Monday, December 17, 2007

Oracle of Omaha

The worlds of SacTownGuy sometimes collide. After cranking out 60 minutes on the recumbent bike, reading some murder mystery, I moved to the back row for 20 minutes of Barron's. SacTownGuy doesn't own a lot of stocks but finds the topic interesting. I turned my IPod on and as I listened to the RBL Posse telling me how you don't want to smoke that Bammer Weed followed by Ice Cube telling me about "Ghetto Bird's" (police helicopters) I read an article in Barron's about the Oracle of Omaha, Warren Buffett, and their headline store that Berkshire Hathaway is over-valued. WHAT? The stock market LEGEND, GURU, KNOW-IT-ALL... over-valued?

I thought back to a client meeting recently where they told me they got a letter from their stock broker that their account was not diversified as they had to large a percentage of one stock... BrKa (Berkshire Hathaway A shares - the good ones). As she commented to me, "that's crazy since it's so diversified it's like a giant mutual fund...." Right she is, Berkshire owns lots of insurance companies, or pieces of them, like Geico and American Re. However, it also owns companies, or pieces of them, like See's Candy and some Israeli metal fabricator. Mr. B is as well diversified as Mr. D was on Different Strokes!

I thus continued reading but not really buying the story. At one point the author suggested Brka was 10% over-valued according to one expert and another expert had it listed as "neutral." Ten percent? Neutral? BIG DEAL! Tell me it's 40% over-valued and experts are lining up to sell all they can and maybe I would be buy into the story.

I don't remember the exact numbers but the price has increased from about $80,000 to it's current position of about $140,000. Yes, that's for ONE share. Big price jump in just a year or two. I like selling when stocks are at toward their 52 week high and I like buying when they are near their 52 week low.

The story goes on to remind us that Mr. B is in his 70's. I don't remember exactly but old enough he could kick it at any moment... or leave 25 years. You just never know. I had heard he had his replacements already lined up so as to avoid a huge drop in value if he should die unexpectedly. He plans to put in place a CEO and a president of investments. One of these replacements is 70 years old himself. Though age brings wisdom maybe he should look for someone a tad younger... 60? Go crazy, and find a 50 year old!?

Bottom line, I say sell a little. Maybe keep some Brka if you have it but sell some too. Particularly if you own this in your tax deferred vehicle and would avoid cap gains tax. SELL, SELL, SELL... and don't smoke that Bammer Weed (whatever the hell that is).

Peace out

P.S. I have absolutely no licenses or certifications to show that I know crap about stocks. Thus take my opinion for what it is... a flippin' opinion. Buy? Sell? Trade? Whatever you want is fine... I am just blabbing.

1 comment:

bridgetownUSA said...

I like the Drummond reference even though it was WAY before my time. I've read things like this over the years about Berkshire being over-valued. One can look at a 25-year chart and get dizzy from the vertical climb. If one were to look at what Berkshire Hathaway is comprised of they would realize that it is made up of companies that are not going away. It's a nice group:
http://www.coattailinvestor.com/members/holdings/holdings.aspx?c=BH

This "over-valued" talk might create a buy point for the B shares. Berkshire has a better earnings growth rate than 91% of the listed companies and has a relative strength of A+. It's had a nice run this 2nd half of the year. "over-valued": no. Expensive? IMO yes but then I'm a cheapskate.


#### Problem description
Your answer should consist of each line from the data below that contains "superior".

(Data for analysis begins)

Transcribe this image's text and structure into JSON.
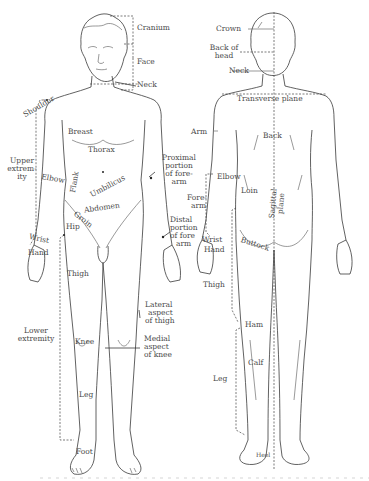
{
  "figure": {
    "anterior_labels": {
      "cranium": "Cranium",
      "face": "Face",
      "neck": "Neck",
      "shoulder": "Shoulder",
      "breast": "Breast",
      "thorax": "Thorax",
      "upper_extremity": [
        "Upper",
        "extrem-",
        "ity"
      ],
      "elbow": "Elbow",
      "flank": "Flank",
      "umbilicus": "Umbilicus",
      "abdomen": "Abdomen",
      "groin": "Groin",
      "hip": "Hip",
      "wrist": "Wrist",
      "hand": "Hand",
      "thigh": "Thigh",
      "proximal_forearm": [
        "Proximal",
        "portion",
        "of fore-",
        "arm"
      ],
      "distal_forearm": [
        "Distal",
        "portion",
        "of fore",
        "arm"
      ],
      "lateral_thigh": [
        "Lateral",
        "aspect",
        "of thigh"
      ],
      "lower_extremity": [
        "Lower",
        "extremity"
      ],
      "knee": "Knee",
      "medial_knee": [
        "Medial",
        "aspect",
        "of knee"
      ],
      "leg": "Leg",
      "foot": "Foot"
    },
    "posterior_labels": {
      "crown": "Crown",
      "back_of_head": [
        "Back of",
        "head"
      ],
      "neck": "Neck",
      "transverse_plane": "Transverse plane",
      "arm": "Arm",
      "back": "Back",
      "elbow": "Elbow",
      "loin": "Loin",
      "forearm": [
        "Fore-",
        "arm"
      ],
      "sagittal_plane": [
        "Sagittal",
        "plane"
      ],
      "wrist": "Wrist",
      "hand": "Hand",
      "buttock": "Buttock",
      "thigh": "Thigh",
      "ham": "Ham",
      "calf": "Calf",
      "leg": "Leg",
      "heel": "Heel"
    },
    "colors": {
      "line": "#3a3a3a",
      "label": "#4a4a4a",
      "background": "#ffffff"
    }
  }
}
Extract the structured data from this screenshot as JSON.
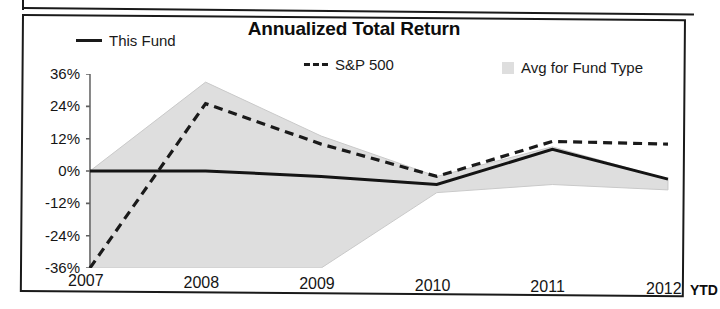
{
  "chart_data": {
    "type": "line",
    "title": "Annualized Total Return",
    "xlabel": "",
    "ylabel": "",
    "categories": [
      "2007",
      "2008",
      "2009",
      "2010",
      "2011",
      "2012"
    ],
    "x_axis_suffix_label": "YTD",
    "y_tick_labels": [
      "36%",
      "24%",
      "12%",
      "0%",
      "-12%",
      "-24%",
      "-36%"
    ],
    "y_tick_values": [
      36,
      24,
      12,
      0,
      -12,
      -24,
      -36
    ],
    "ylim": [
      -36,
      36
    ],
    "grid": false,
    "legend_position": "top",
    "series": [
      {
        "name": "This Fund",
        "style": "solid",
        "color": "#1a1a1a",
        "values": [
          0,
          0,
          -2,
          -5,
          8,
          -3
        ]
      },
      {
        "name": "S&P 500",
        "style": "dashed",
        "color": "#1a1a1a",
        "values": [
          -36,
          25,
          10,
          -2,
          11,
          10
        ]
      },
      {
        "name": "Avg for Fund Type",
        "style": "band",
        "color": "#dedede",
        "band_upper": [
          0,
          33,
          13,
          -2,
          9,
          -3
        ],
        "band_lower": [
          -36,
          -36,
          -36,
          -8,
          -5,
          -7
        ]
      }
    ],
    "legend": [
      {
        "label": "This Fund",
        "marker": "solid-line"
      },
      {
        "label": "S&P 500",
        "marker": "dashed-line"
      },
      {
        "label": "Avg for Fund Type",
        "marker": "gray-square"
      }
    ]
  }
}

(Data for analysis ends)
(Data for analysis begins)

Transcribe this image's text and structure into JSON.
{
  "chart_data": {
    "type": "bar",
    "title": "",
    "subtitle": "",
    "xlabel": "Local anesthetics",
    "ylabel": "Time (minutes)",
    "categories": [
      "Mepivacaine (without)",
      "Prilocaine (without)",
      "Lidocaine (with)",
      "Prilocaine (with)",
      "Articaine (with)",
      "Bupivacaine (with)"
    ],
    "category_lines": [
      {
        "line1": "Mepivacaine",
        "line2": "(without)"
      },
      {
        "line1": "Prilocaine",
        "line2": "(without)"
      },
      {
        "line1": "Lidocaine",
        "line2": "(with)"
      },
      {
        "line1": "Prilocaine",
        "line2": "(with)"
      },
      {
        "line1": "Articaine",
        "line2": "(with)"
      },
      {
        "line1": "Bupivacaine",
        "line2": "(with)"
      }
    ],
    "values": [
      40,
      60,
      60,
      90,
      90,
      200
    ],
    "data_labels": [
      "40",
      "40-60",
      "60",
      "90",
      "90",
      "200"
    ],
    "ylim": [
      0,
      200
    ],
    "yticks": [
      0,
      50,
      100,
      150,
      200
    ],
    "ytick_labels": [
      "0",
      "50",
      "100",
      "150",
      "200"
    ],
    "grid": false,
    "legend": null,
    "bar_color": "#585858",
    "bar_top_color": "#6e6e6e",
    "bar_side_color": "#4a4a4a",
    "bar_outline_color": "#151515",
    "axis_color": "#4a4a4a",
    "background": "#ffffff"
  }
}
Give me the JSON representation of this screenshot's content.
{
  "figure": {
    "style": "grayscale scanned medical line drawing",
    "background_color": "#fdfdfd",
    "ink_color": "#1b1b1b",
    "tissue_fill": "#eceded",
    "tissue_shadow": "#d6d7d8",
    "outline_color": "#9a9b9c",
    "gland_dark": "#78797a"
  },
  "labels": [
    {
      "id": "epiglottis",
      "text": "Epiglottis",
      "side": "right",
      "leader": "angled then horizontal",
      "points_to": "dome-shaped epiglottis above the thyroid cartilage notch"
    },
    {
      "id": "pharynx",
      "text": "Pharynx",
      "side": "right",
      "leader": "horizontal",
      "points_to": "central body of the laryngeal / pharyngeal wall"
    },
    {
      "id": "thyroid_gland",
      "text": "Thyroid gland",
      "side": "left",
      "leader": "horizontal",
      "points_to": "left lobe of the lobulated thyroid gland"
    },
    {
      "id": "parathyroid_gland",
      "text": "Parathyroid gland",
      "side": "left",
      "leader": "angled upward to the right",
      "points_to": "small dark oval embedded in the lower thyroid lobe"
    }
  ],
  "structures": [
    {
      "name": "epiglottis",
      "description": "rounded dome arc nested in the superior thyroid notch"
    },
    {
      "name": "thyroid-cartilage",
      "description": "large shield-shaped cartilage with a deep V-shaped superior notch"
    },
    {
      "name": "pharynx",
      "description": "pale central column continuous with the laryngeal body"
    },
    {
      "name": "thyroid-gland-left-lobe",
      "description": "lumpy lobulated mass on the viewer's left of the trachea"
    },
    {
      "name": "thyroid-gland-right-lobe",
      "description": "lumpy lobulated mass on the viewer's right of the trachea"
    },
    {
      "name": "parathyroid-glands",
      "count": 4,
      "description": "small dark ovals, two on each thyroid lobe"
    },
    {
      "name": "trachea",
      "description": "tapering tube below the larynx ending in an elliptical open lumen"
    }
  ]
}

(Data for analysis ends)
(Data for analysis begins)

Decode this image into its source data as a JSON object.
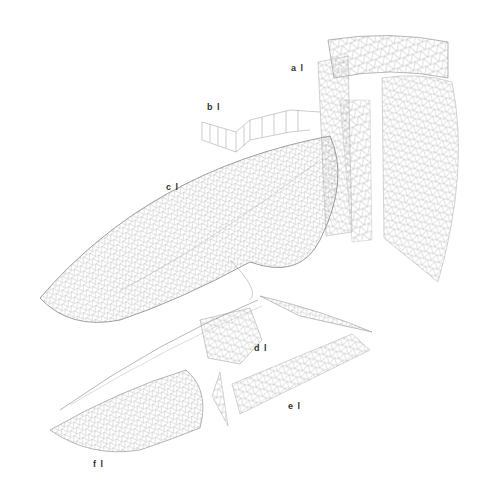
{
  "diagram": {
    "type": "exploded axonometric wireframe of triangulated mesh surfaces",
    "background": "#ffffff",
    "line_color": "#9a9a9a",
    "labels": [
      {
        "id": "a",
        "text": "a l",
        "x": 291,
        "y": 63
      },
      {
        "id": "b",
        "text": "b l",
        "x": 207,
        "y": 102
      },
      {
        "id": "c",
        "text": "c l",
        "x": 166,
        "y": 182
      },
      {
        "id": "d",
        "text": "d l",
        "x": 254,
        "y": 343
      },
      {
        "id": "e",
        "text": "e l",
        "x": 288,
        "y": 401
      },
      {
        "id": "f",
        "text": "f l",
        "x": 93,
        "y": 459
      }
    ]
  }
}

(Data for analysis ends)

#### Written solution
      "description": "rounded dome arc nested in the superior thyroid notch"
      "description": "large shield-shaped cartilage with a deep V-shaped superior notch"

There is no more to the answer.